Chinese Police Shoot Four Uyghurs Dead After Casino Knife Attack

Authorities in northwestern China’s restive Xinjiang region have shot dead four ethnic minority Uyghurs who carried out a knife attack on a group of Han Chinese outside a popular casino, according to a police officer and local doctors.

The incident, in which police wounded another two Uyghurs, took place on March 12 at the Chess Room casino in western Xinjiang’s Kashgar (in Chinese, Kashi) city, the sources told RFA’s Uyghur Service Monday, confirming the attack despite a media clampdown on the region during the annual meeting of China's annual parliamentary session.

“The group tried to attack people inside casino, but they failed to enter because the security guards immediately closed the door, so the group attacked bystanders in front of the establishment,” said a police officer from Kashgar’s Shamalbagh police station, which has jurisdiction over the area.

“The place was populated by Han Chinese and eight people were injured,” he said, speaking on condition of anonymity.

The group also set fire to two motorcycles and two cars belonging to Han Chinese before authorities arrived and confronted them, he said.

“Within 10 minutes, our police reached the area, shooting and killing four of the six attackers,” the officer said.

“The eight injured [victims] were transferred to the Kashgar No. 1 Hospital.”

Physicians at the hospital confirmed that eight injured Han Chinese had been admitted for medical treatment following the attack.

Li Zhuren, head of the emergency department at Kashgar No. 1, said at least two of the victims were in critical condition.

“Four of the eight victims were seriously injured in the attack and two of them are currently in critical condition,” he said.

“Only two of the four who received less serious wounds have fully recovered and left the hospital, while the other six are still being treated.”

Qasimjan Tursun, another doctor at Kashgar No. 1, confirmed that the eight victims had been admitted on March 12, but said he was unclear what had happened to the attackers.

“I heard that the two attackers who were captured by police were also wounded in the shooting, but I haven’t seen them among the injured,” he said.

“It may be that they were taken to other hospitals. We can’t ask too many questions about such sensitive incidents, but witnesses said one of the two [captured] suspects was seriously injured.”

Reports of the attack initially circulated on Chinese social media last week, becoming the fifth incident known to have occurred in the region during the March 3-15 National People’s Congress in Beijing to be revealed that way.

Recent attack

Last week, officials told RFA that police in Xinjiang’s Hotan (Hetian) prefecture shot and killed as many as seven ethnic Uyghurs who had been “acting suspiciously” while they gathered at a restaurant on March 9, prompting a security clampdown.

They said the incident was sparked when members of a county-level state security unit demanded to search the men, prompting one of them to pull a knife and kill a police officer.

The incident drew immediate condemnation from the Munich-based World Uyghur Congress (WUC) exile group, which expressed concern that authorities had restricted access to information about the killings.

The WUC called on the international community to undertake an independent investigation into the shootings in Hotan, noting that residents in the area had been warned by authorities to remain silent about the incident and to ensure that they don’t disclose any details to the media.

China has in recent years launched a series of “strike hard” campaigns in Xinjiang in the name of the fight against separatism, religious extremism and terrorism.

The targets of these campaigns, the minority Turkic-speaking, Muslim Uyghurs, complain of pervasive ethnic discrimination, religious repression, and cultural suppression by China’s communist government.

Uyghurs say they chafe under strict police scrutiny and controls on their movements and violent clashes with authorities are not uncommon in the region.

Reported by Shohret Hoshur for RFA’s Uyghur Service. Translated by Shohret Hoshur. Written in English by Joshua Lipes.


Task instructions:
Reproduce the listing exactly, please, with every line intact.
----
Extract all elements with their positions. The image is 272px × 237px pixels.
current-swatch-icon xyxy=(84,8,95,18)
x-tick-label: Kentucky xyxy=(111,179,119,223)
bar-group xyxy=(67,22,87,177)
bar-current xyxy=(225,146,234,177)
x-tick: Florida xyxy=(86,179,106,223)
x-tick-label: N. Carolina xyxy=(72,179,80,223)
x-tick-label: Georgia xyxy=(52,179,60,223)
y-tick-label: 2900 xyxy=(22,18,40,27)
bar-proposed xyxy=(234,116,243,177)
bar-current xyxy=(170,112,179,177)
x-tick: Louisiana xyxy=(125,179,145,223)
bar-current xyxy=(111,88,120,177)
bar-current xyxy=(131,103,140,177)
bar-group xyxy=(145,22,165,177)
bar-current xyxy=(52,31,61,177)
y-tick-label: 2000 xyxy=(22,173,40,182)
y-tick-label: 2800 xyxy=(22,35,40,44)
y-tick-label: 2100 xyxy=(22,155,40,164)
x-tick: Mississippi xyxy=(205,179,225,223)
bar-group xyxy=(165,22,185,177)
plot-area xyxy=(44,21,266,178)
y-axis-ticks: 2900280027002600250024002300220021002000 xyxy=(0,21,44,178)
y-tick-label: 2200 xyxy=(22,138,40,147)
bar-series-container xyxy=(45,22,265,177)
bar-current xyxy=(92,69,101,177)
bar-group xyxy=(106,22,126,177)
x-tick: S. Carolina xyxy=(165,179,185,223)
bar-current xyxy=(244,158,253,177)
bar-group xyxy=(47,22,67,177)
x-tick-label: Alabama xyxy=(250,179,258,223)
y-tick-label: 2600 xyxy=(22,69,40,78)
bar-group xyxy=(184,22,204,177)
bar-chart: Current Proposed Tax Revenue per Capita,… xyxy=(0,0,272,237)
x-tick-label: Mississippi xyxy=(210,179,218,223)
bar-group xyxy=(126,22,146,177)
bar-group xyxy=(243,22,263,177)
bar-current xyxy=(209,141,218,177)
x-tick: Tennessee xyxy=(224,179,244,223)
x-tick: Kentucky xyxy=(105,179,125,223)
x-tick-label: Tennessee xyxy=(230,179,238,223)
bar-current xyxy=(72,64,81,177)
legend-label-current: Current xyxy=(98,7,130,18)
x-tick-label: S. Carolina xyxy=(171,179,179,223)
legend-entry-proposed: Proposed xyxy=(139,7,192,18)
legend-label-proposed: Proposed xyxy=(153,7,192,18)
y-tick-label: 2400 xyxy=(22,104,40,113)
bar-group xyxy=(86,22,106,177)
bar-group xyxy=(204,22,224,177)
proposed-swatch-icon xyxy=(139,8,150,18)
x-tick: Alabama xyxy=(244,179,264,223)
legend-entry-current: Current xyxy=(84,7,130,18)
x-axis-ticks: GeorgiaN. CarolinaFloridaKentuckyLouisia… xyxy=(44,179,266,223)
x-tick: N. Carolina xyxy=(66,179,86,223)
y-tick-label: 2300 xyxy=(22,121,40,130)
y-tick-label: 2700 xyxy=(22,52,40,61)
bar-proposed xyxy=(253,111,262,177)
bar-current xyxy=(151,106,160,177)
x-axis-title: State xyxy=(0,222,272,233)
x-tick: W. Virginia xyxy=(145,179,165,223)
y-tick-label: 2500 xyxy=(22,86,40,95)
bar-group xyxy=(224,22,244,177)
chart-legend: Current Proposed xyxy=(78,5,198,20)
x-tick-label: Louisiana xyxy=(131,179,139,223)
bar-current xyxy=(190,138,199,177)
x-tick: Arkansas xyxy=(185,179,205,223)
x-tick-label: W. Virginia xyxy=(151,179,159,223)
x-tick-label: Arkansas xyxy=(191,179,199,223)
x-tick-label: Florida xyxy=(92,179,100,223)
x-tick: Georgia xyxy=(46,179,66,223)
----
Your response:
Extract all elements with their positions. The image is 272px × 237px pixels.
current-swatch-icon xyxy=(84,8,95,18)
x-tick-label: Kentucky xyxy=(111,179,119,223)
bar-group xyxy=(67,22,87,177)
bar-current xyxy=(225,146,234,177)
x-tick: Florida xyxy=(86,179,106,223)
x-tick-label: N. Carolina xyxy=(72,179,80,223)
x-tick-label: Georgia xyxy=(52,179,60,223)
y-tick-label: 2900 xyxy=(22,18,40,27)
bar-proposed xyxy=(234,116,243,177)
bar-current xyxy=(170,112,179,177)
x-tick: Louisiana xyxy=(125,179,145,223)
bar-current xyxy=(111,88,120,177)
bar-current xyxy=(131,103,140,177)
bar-group xyxy=(145,22,165,177)
bar-current xyxy=(52,31,61,177)
y-tick-label: 2000 xyxy=(22,173,40,182)
y-tick-label: 2800 xyxy=(22,35,40,44)
y-tick-label: 2100 xyxy=(22,155,40,164)
x-tick: Mississippi xyxy=(205,179,225,223)
bar-group xyxy=(165,22,185,177)
plot-area xyxy=(44,21,266,178)
y-axis-ticks: 2900280027002600250024002300220021002000 xyxy=(0,21,44,178)
y-tick-label: 2200 xyxy=(22,138,40,147)
bar-series-container xyxy=(45,22,265,177)
bar-current xyxy=(92,69,101,177)
bar-group xyxy=(106,22,126,177)
x-tick: S. Carolina xyxy=(165,179,185,223)
bar-current xyxy=(244,158,253,177)
bar-group xyxy=(47,22,67,177)
x-tick-label: Alabama xyxy=(250,179,258,223)
y-tick-label: 2600 xyxy=(22,69,40,78)
bar-group xyxy=(184,22,204,177)
bar-chart: Current Proposed Tax Revenue per Capita,… xyxy=(0,0,272,237)
x-tick-label: Mississippi xyxy=(210,179,218,223)
bar-group xyxy=(126,22,146,177)
bar-group xyxy=(243,22,263,177)
bar-current xyxy=(209,141,218,177)
x-tick: Tennessee xyxy=(224,179,244,223)
x-tick: Kentucky xyxy=(105,179,125,223)
x-tick-label: Tennessee xyxy=(230,179,238,223)
bar-current xyxy=(72,64,81,177)
legend-label-current: Current xyxy=(98,7,130,18)
x-tick-label: S. Carolina xyxy=(171,179,179,223)
legend-entry-proposed: Proposed xyxy=(139,7,192,18)
legend-label-proposed: Proposed xyxy=(153,7,192,18)
y-tick-label: 2400 xyxy=(22,104,40,113)
bar-group xyxy=(86,22,106,177)
bar-group xyxy=(204,22,224,177)
proposed-swatch-icon xyxy=(139,8,150,18)
x-tick: Alabama xyxy=(244,179,264,223)
legend-entry-current: Current xyxy=(84,7,130,18)
x-axis-ticks: GeorgiaN. CarolinaFloridaKentuckyLouisia… xyxy=(44,179,266,223)
x-tick: N. Carolina xyxy=(66,179,86,223)
y-tick-label: 2300 xyxy=(22,121,40,130)
y-tick-label: 2700 xyxy=(22,52,40,61)
bar-proposed xyxy=(253,111,262,177)
bar-current xyxy=(151,106,160,177)
x-axis-title: State xyxy=(0,222,272,233)
x-tick: W. Virginia xyxy=(145,179,165,223)
y-tick-label: 2500 xyxy=(22,86,40,95)
bar-group xyxy=(224,22,244,177)
chart-legend: Current Proposed xyxy=(78,5,198,20)
x-tick-label: Louisiana xyxy=(131,179,139,223)
bar-current xyxy=(190,138,199,177)
x-tick: Arkansas xyxy=(185,179,205,223)
x-tick-label: W. Virginia xyxy=(151,179,159,223)
x-tick-label: Arkansas xyxy=(191,179,199,223)
x-tick-label: Florida xyxy=(92,179,100,223)
x-tick: Georgia xyxy=(46,179,66,223)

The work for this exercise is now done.